Locked Doors


“Why do you always start the car and lock the doors before you open the garage door?” Loved-One asks me.

“It’s because of what happened to Mrs. Bowman.”

When I was a little girl, the Bowmans bought an acre of land from Dad and built a little house there. Mr. Bowman worked at Ma Bell with Dad.  Mrs. Bowman worked at Ma Bell, too, but not the way the men did.

Dad and Mr. Bowman wore Carhartts to work in the winter and drove trucks and climbed poles to fix the lines.  Sometimes they crawled under houses and down coal chutes.

Mrs. Bowman wore church dresses to work and earrings and kitten heels.  I might have thought she was going to church, ‘cept no pretty hat. You always wore a pretty hat to church.

I guessed Mrs. Bowman didn’t have any kids when she first lived next door to us, cuz I never knew a mom that worked.  Well, Mom worked, but not after she had two kids.  I heard her tell Mrs. Bowman that she tried to work when Deanna was a baby, but it was too hard.

“At work I had a calendar with a schedule, and I had things I had to do, and they got done,” I heard her tell Mrs. Bowman.  “At home, every day was a new day.  No matter how hard I try to keep things on a plan…”. Her voice got sort of lonesome. “Well, it’s just too frustrating to try to control the chaos that comes with children.”

Mrs. Bowman nodded and sipped her coffee and looked at the floor.  Maybe she tried to keep her mind and eyes off all the chaos.

I heard Mom and Dad talking about something that happened to Mrs. Bowman on her way to work.  She opened the garage door and was heading for the car when somebody grabbed her.  She managed to push him off by stabbing him with her keys.  She jumped in her car super fast and locked all the doors.  I guess it was lucky she had long arms and didn’t drive a van like we did. Mrs. Bowman was so scared she just drove off and left the garage door wide open.

“Can you imagine that happening way out here where everyone knows each other?” Mom said.

“Just goes to show, you never can tell.”

“I’m going to put another sign on the door that says, ‘There’s six kids in here and they all have the chicken pox,” Mom said.  “That’ll keep any sane person away.”

Later on, Mrs. Bowman had three kids: Scott, Sandy, and Mark.  Scott was just the same age as Loren Dee-Dee-Bopper, so come to think of it, he must’ve been a born when the Bowmans moved next door.  Scott decided to drink some Draino and got asthma from it.  Mom said he was lucky to be alive and why would a kid drink something so horrid. By the time Mark came along, Mrs. Bowman decided to stay home with all the chaos and stop working. Bonita and I were old enough to babysit whenever Mr. and Mrs. Bowman went out to the show or to the beer garden.

I liked to read Mr. Bowmans science fiction magazines after the kids went to bed. I stories gave me the heebie-jeebies, and sometimes I dreamed about pear-shaped men hanging from dead trees, like in one of the stories I read.

Bonita and Adela

Once Bonita got a phone call when she was babysitting.

“Do you want a truck?” the caller said.

“You’ll have to call back later,” Bonita said.

“I said, do you want a truck?”

“I’m just the babysitter.  You’ll have to call back later.”

“I wanna know if you want a truck.”  Bonita told me the guy was getting sorta mad.

“I can’t answer you. Call back later.”

That’s when Bonita realized the frustrated man was not saying truck, but something that rhymed with truck.  She told me she could feel all the blood drain out of her face and she hung up with a bang.

I heard Mrs. Bowman tell Mom that I was so good with her kids because I liked to play with them.  Mom said I was still a kid myself, that’s why.  I remember thinking that I was never going to forget what it was like to be a kid and playing with kids is the most fun ever. How could anyone forget what it was like to be one?

After a while the Bowmans moved to Arizona on account of Scott’s asthma.  Mrs. Bowman said the dry air was super good for her curly hair, too.  She never had the frizzies like she did in Michigan.

It’s funny how one little question Loved-one asked brought back so many memories.   Bonita and I still laugh how she frustrated an obscene caller.  I never forgot what it’s like to be a kid. (Well, maybe the tough part has faded a bit.) Loren still keeps in touch with his childhood friend, Scott.

All the tripping down memory lane got me thinking about how the things one person says and does can have impact for a long time. I’m sure Mrs. Bowman has no idea how much I remember her or how much her words and actions stuck with me.  And I’ll bet Mr. Bownman never realized that he turned one little girl into a science fiction fan.

I’ll bet neither Mom nor Mrs. Bowman would ever guess that one overheard conversation would make a little girl make a promise to herself to never forget what it’s like to be a child.

Who has an impact on you like the Bowman’s did on me?  Do you ever think about looking them up and saying thank you?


**Work instructions:**
In the lines below, look for "that". Copy each line where it appears.

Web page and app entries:
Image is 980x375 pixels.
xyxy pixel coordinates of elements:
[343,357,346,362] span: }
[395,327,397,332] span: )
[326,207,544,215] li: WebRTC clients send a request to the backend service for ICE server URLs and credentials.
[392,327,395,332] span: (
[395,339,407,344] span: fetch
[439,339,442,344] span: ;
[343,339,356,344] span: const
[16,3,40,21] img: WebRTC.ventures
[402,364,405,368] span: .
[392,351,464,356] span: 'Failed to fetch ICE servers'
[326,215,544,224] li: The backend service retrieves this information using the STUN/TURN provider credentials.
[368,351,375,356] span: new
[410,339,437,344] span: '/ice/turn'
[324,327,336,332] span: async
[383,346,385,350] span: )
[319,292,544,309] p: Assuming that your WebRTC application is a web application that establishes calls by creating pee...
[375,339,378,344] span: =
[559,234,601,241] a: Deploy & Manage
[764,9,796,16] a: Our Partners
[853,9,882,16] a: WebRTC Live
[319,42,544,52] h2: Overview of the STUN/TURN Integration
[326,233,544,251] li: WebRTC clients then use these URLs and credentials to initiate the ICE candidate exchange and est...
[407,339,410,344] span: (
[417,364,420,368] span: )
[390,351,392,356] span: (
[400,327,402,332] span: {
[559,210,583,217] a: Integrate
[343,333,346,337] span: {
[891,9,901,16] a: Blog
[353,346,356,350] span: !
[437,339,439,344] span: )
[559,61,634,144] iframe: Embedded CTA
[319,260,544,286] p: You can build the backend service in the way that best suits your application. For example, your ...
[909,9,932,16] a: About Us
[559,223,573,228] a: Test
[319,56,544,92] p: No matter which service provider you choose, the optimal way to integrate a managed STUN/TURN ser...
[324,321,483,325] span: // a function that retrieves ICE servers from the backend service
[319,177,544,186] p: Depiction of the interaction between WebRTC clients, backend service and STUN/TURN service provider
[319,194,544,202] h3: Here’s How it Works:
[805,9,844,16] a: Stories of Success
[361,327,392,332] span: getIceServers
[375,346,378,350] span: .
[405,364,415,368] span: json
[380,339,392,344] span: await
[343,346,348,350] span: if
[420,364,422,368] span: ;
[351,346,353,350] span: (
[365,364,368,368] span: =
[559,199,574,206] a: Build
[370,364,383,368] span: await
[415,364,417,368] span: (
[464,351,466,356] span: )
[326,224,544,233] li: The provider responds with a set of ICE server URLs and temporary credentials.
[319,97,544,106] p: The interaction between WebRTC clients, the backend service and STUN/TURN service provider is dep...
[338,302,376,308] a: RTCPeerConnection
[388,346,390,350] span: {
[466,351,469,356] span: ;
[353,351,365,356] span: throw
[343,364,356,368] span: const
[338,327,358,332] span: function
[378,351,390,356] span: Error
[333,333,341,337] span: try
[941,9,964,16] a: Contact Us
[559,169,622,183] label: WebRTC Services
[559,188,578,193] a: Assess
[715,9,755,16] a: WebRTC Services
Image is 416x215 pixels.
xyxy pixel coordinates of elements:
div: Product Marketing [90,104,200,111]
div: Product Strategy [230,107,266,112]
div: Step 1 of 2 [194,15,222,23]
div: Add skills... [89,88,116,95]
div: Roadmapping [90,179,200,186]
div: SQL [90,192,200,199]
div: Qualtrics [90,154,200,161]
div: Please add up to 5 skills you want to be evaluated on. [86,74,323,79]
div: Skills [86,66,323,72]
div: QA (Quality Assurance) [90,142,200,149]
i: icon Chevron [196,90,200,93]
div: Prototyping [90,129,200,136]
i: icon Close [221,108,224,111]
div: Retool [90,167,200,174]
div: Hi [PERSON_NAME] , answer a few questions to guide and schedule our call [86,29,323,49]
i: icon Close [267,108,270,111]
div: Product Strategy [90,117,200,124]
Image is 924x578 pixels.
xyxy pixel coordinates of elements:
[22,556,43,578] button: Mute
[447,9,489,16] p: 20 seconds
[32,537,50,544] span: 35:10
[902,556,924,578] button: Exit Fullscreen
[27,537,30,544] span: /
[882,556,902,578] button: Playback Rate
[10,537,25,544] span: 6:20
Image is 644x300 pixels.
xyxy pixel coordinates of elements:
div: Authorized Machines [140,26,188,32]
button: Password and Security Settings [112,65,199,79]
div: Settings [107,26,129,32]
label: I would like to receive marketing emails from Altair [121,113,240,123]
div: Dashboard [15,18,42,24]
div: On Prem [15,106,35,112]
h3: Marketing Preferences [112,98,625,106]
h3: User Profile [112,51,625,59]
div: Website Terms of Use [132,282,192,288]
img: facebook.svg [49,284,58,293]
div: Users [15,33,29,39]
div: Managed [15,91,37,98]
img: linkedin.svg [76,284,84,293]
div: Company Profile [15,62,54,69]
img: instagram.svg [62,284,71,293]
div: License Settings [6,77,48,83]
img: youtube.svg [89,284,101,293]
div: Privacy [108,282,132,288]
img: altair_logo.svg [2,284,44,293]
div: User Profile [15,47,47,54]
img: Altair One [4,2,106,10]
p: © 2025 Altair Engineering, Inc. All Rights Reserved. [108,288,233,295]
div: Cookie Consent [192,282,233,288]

**Output for this exercise:**
[319,292,544,309] p: Assuming that your WebRTC application is a web application that establishes calls by creating pee...
[319,260,544,286] p: You can build the backend service in the way that best suits your application. For example, your ...
[324,321,483,325] span: // a function that retrieves ICE servers from the backend service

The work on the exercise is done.